First, it's important to realize that the algorithm processes the suffixes in the original order, i.e. the order in which they appear in the input string. Not in lexicographical order.
So if the input string is abxabc
, it first considers abxabc
, then bxabc
, then xabc
and so forth.
For each suffix it considers in this order, it determines the position of the suffix that is its lexicographical predecessor(*) (so here, and only here, it uses the concept of lexicographical order). For the first suffix abxabc
, the lexicographical predecessor, i.e. the suffix that appears directly before it in the lexicographical ordering of suffixes, is abc
. It determines this by an O(1) lookup in the array C
, which has been prepared specifically for this purpose.
The inner loop compares the characters of abxabc
and abc
one by one and determines that these two suffixes have the first 2 characters in common. This is the variable l
in your code, and it means that the entry in LCP for the suffix abxabc
must be 2, so we set LCPadj[i] = l
. Note that i
here refers to the position of the suffix in the input string, not to its position in the suffix array. So LCPadj
is not the LCP array (yet). It's an auxiliary data structure.
Then it proceeds to the next string, which is bxabc
. Again it uses C
to find that bc
is the lexicographical predecessor of that and then determines how many prefix characters the two share. And here comes the trick: It can be sure that this must be at least as many as in the previous step (i.e. 2), minus 1. Why? Because the string we currently consider, bxabc
, is of course a suffix of the string previously considered (abxabc
), therefore the lexicographical predecessor of that string (abc
) must also have a suffix that is 1 character shorter (bc
), and that suffix must also be somewhere in the suffix array, and it must share its prefix with the currently considered string, minus the first character. Moreover, there can't be any other suffix that is both shorter and lexicographically closer to the string currently considered. The latter is quite logical if you think about how lexicographical sorting works, but there are also formal proofs of this (e.g. Lemma 5.10 in Kärkkäinen's lecture here)
So that describes the main principle at work here. There are a few things to note about your code to fully understand the role of each variable:
- As explained,
C
is an auxiliary array (n
integers in length) that stores, for each suffix in the input string, the position of that other suffix that is its immediate lexicographical predecessor. This array is constructed not from left to right, but (wisely) by going through the suffix array from left to right, because that makes it easy to determine the immediate lexicogaphical predecessor of any string: The immediate lexicographical predecessor of the suffix starting at position suffixArr[i]
must of course be located at position suffixArr[i-1]
. Confirm in your code that this is how C
is defined.
- As mentioned above,
LCPadj
stores LCP values for the suffix in the order in which they appear in the input string, not the order in which they appear in the suffix array. That is why at output time, LCPadj
is not printed from left to right, but by going through the suffix array from left to right, and printing LCPadj[i]
in that order. Confirm that this is the case.
I hope this helps. Let me know if not.
(*)By lexicographical predecessor I mean the immediate predecessor of the suffix in the lexicographically ordered list of suffixes, i.e. the suffix to its immediate left in the suffix array.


## WORK REQUEST
Provide a verbatim copy of the data below.
◇ ◇ ◇ ◇ ◇
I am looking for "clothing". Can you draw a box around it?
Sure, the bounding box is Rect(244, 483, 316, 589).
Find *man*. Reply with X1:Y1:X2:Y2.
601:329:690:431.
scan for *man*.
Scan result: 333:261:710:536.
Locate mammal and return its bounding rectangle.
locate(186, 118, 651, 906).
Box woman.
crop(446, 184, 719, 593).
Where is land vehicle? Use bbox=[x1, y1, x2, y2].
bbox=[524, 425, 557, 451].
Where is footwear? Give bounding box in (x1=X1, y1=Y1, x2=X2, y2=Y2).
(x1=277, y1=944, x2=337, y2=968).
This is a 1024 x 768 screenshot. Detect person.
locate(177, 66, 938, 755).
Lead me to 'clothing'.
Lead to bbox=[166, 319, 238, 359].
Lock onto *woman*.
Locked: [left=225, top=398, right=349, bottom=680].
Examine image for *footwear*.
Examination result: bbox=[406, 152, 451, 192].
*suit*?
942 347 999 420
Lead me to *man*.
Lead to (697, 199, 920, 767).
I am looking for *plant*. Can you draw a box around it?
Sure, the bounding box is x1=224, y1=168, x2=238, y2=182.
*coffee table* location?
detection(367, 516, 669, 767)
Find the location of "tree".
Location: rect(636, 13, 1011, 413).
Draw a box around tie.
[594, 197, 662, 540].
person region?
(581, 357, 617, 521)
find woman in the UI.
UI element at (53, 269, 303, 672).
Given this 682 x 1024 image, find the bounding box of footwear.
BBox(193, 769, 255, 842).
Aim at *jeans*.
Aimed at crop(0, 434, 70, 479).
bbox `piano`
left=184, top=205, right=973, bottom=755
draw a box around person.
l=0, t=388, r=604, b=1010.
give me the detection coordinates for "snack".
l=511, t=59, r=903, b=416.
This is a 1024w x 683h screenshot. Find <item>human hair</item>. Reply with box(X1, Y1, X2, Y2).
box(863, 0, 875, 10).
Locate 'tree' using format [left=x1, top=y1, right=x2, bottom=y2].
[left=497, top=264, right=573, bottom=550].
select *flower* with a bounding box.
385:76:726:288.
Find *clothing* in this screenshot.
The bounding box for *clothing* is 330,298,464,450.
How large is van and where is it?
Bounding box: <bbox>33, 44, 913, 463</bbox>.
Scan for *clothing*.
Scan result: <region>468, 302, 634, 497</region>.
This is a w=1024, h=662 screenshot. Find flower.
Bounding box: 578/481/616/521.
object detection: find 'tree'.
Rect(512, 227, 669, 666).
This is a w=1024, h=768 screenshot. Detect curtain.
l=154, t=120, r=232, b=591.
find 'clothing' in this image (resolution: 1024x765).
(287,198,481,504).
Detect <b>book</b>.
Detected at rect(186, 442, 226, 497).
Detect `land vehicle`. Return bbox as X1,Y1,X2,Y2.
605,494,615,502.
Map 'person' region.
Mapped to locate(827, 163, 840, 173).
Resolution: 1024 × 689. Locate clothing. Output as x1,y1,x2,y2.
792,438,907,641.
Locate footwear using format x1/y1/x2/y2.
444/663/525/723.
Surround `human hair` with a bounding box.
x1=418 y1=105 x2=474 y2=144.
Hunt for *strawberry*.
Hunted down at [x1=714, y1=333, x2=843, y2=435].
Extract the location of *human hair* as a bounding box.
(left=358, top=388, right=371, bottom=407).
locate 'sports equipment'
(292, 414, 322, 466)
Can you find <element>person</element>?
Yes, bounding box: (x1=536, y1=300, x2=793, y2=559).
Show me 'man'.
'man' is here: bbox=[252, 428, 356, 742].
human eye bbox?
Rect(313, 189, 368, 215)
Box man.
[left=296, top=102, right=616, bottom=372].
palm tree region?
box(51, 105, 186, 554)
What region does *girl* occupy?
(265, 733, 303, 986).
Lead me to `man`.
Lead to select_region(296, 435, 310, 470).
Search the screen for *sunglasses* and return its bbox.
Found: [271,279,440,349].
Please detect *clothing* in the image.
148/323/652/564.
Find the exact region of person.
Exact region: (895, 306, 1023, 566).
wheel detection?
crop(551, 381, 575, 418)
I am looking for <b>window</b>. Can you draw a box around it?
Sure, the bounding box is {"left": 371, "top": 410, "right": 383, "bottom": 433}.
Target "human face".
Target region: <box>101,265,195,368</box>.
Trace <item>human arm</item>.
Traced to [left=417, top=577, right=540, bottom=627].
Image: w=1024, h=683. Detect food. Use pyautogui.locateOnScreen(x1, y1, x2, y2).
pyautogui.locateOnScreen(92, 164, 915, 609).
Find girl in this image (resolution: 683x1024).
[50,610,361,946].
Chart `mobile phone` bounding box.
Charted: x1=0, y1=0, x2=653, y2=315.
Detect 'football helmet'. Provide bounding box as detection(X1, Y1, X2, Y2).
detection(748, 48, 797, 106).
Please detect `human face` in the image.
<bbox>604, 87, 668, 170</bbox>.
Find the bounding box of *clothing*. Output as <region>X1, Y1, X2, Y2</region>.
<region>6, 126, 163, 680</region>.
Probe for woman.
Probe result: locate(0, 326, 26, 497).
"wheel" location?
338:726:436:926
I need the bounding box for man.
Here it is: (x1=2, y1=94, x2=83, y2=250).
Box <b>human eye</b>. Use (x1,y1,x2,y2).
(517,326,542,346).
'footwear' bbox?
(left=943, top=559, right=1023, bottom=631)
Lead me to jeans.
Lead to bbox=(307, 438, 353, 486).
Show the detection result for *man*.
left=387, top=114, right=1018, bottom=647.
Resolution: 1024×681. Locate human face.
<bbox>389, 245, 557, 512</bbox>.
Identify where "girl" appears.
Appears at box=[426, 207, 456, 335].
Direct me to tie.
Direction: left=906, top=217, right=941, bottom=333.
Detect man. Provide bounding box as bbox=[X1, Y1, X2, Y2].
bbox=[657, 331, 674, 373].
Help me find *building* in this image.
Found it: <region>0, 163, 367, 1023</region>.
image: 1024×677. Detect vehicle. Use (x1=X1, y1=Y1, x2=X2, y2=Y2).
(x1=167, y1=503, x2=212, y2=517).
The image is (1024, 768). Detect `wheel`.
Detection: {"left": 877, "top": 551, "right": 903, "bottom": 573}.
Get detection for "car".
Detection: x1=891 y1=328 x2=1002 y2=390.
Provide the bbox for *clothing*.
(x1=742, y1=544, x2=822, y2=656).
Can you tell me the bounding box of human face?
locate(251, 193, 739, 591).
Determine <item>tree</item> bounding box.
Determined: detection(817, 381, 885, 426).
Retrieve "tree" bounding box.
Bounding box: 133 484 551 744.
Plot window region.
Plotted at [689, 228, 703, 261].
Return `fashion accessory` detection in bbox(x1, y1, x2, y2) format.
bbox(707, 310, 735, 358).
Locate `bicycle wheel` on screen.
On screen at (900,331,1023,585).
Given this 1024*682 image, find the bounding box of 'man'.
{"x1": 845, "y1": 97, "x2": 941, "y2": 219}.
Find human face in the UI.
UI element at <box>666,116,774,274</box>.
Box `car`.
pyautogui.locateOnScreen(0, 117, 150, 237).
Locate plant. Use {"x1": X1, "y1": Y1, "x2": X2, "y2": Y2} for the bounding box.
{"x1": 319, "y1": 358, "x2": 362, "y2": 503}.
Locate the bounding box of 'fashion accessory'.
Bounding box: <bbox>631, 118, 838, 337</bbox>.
◇ ◇ ◇ ◇ ◇
## ANSWER TO THE EXERCISE
I am looking for "clothing". Can you draw a box around it?
Sure, the bounding box is Rect(244, 483, 316, 589).
Find *man*. Reply with X1:Y1:X2:Y2.
601:329:690:431.
scan for *man*.
Scan result: 333:261:710:536.
Locate mammal and return its bounding rectangle.
locate(186, 118, 651, 906).
Box woman.
crop(446, 184, 719, 593).
Where is land vehicle? Use bbox=[x1, y1, x2, y2].
bbox=[524, 425, 557, 451].
Where is footwear? Give bounding box in (x1=X1, y1=Y1, x2=X2, y2=Y2).
(x1=277, y1=944, x2=337, y2=968).
This is a 1024 x 768 screenshot. Detect person.
locate(177, 66, 938, 755).
Lead me to 'clothing'.
Lead to bbox=[166, 319, 238, 359].
Lock onto *woman*.
Locked: [left=225, top=398, right=349, bottom=680].
Examine image for *footwear*.
Examination result: bbox=[406, 152, 451, 192].
*suit*?
942 347 999 420
Lead me to *man*.
Lead to (697, 199, 920, 767).
I am looking for *plant*. Can you draw a box around it?
Sure, the bounding box is x1=224, y1=168, x2=238, y2=182.
*coffee table* location?
detection(367, 516, 669, 767)
Find the location of "tree".
Location: rect(636, 13, 1011, 413).
Draw a box around tie.
[594, 197, 662, 540].
person region?
(581, 357, 617, 521)
find woman in the UI.
UI element at (53, 269, 303, 672).
Given this 682 x 1024 image, find the bounding box of footwear.
BBox(193, 769, 255, 842).
Aim at *jeans*.
Aimed at crop(0, 434, 70, 479).
bbox `piano`
left=184, top=205, right=973, bottom=755
draw a box around person.
l=0, t=388, r=604, b=1010.
give me the detection coordinates for "snack".
l=511, t=59, r=903, b=416.
This is a 1024w x 683h screenshot. Find <item>human hair</item>. Reply with box(X1, Y1, X2, Y2).
box(863, 0, 875, 10).
Locate 'tree' using format [left=x1, top=y1, right=x2, bottom=y2].
[left=497, top=264, right=573, bottom=550].
select *flower* with a bounding box.
385:76:726:288.
Find *clothing* in this screenshot.
The bounding box for *clothing* is 330,298,464,450.
How large is van and where is it?
Bounding box: <bbox>33, 44, 913, 463</bbox>.
Scan for *clothing*.
Scan result: <region>468, 302, 634, 497</region>.
This is a w=1024, h=662 screenshot. Find flower.
Bounding box: 578/481/616/521.
object detection: find 'tree'.
Rect(512, 227, 669, 666).
This is a w=1024, h=768 screenshot. Detect curtain.
l=154, t=120, r=232, b=591.
find 'clothing' in this image (resolution: 1024x765).
(287,198,481,504).
Detect <b>book</b>.
Detected at rect(186, 442, 226, 497).
Detect `land vehicle`. Return bbox as X1,Y1,X2,Y2.
605,494,615,502.
Map 'person' region.
Mapped to locate(827, 163, 840, 173).
Resolution: 1024 × 689. Locate clothing. Output as x1,y1,x2,y2.
792,438,907,641.
Locate footwear using format x1/y1/x2/y2.
444/663/525/723.
Surround `human hair` with a bounding box.
x1=418 y1=105 x2=474 y2=144.
Hunt for *strawberry*.
Hunted down at [x1=714, y1=333, x2=843, y2=435].
Extract the location of *human hair* as a bounding box.
(left=358, top=388, right=371, bottom=407).
locate 'sports equipment'
(292, 414, 322, 466)
Can you find <element>person</element>?
Yes, bounding box: (x1=536, y1=300, x2=793, y2=559).
Show me 'man'.
'man' is here: bbox=[252, 428, 356, 742].
human eye bbox?
Rect(313, 189, 368, 215)
Box man.
[left=296, top=102, right=616, bottom=372].
palm tree region?
box(51, 105, 186, 554)
What region does *girl* occupy?
(265, 733, 303, 986).
Lead me to `man`.
Lead to select_region(296, 435, 310, 470).
Search the screen for *sunglasses* and return its bbox.
Found: [271,279,440,349].
Please detect *clothing* in the image.
148/323/652/564.
Find the exact region of person.
Exact region: (895, 306, 1023, 566).
wheel detection?
crop(551, 381, 575, 418)
I am looking for <b>window</b>. Can you draw a box around it?
Sure, the bounding box is {"left": 371, "top": 410, "right": 383, "bottom": 433}.
Target "human face".
Target region: <box>101,265,195,368</box>.
Trace <item>human arm</item>.
Traced to [left=417, top=577, right=540, bottom=627].
Image: w=1024, h=683. Detect food. Use pyautogui.locateOnScreen(x1, y1, x2, y2).
pyautogui.locateOnScreen(92, 164, 915, 609).
Find girl in this image (resolution: 683x1024).
[50,610,361,946].
Chart `mobile phone` bounding box.
Charted: x1=0, y1=0, x2=653, y2=315.
Detect 'football helmet'. Provide bounding box as detection(X1, Y1, X2, Y2).
detection(748, 48, 797, 106).
Please detect `human face` in the image.
<bbox>604, 87, 668, 170</bbox>.
Find the bounding box of *clothing*. Output as <region>X1, Y1, X2, Y2</region>.
<region>6, 126, 163, 680</region>.
Probe for woman.
Probe result: locate(0, 326, 26, 497).
"wheel" location?
338:726:436:926
I need the bounding box for man.
Here it is: (x1=2, y1=94, x2=83, y2=250).
Box <b>human eye</b>. Use (x1,y1,x2,y2).
(517,326,542,346).
'footwear' bbox?
(left=943, top=559, right=1023, bottom=631)
Lead me to jeans.
Lead to bbox=(307, 438, 353, 486).
Show the detection result for *man*.
left=387, top=114, right=1018, bottom=647.
Resolution: 1024×681. Locate human face.
<bbox>389, 245, 557, 512</bbox>.
Identify where "girl" appears.
Appears at box=[426, 207, 456, 335].
Direct me to tie.
Direction: left=906, top=217, right=941, bottom=333.
Detect man. Provide bounding box as bbox=[X1, Y1, X2, Y2].
bbox=[657, 331, 674, 373].
Help me find *building* in this image.
Found it: <region>0, 163, 367, 1023</region>.
image: 1024×677. Detect vehicle. Use (x1=X1, y1=Y1, x2=X2, y2=Y2).
(x1=167, y1=503, x2=212, y2=517).
The image is (1024, 768). Detect `wheel`.
Detection: {"left": 877, "top": 551, "right": 903, "bottom": 573}.
Get detection for "car".
Detection: x1=891 y1=328 x2=1002 y2=390.
Provide the bbox for *clothing*.
(x1=742, y1=544, x2=822, y2=656).
Can you tell me the bounding box of human face?
locate(251, 193, 739, 591).
Determine <item>tree</item> bounding box.
Determined: detection(817, 381, 885, 426).
Retrieve "tree" bounding box.
Bounding box: 133 484 551 744.
Plot window region.
Plotted at [689, 228, 703, 261].
Return `fashion accessory` detection in bbox(x1, y1, x2, y2) format.
bbox(707, 310, 735, 358).
Locate `bicycle wheel` on screen.
On screen at (900,331,1023,585).
Given this 1024*682 image, find the bounding box of 'man'.
{"x1": 845, "y1": 97, "x2": 941, "y2": 219}.
Find human face in the UI.
UI element at <box>666,116,774,274</box>.
Box `car`.
pyautogui.locateOnScreen(0, 117, 150, 237).
Locate plant. Use {"x1": X1, "y1": Y1, "x2": X2, "y2": Y2} for the bounding box.
{"x1": 319, "y1": 358, "x2": 362, "y2": 503}.
Locate the bounding box of 'fashion accessory'.
Bounding box: <bbox>631, 118, 838, 337</bbox>.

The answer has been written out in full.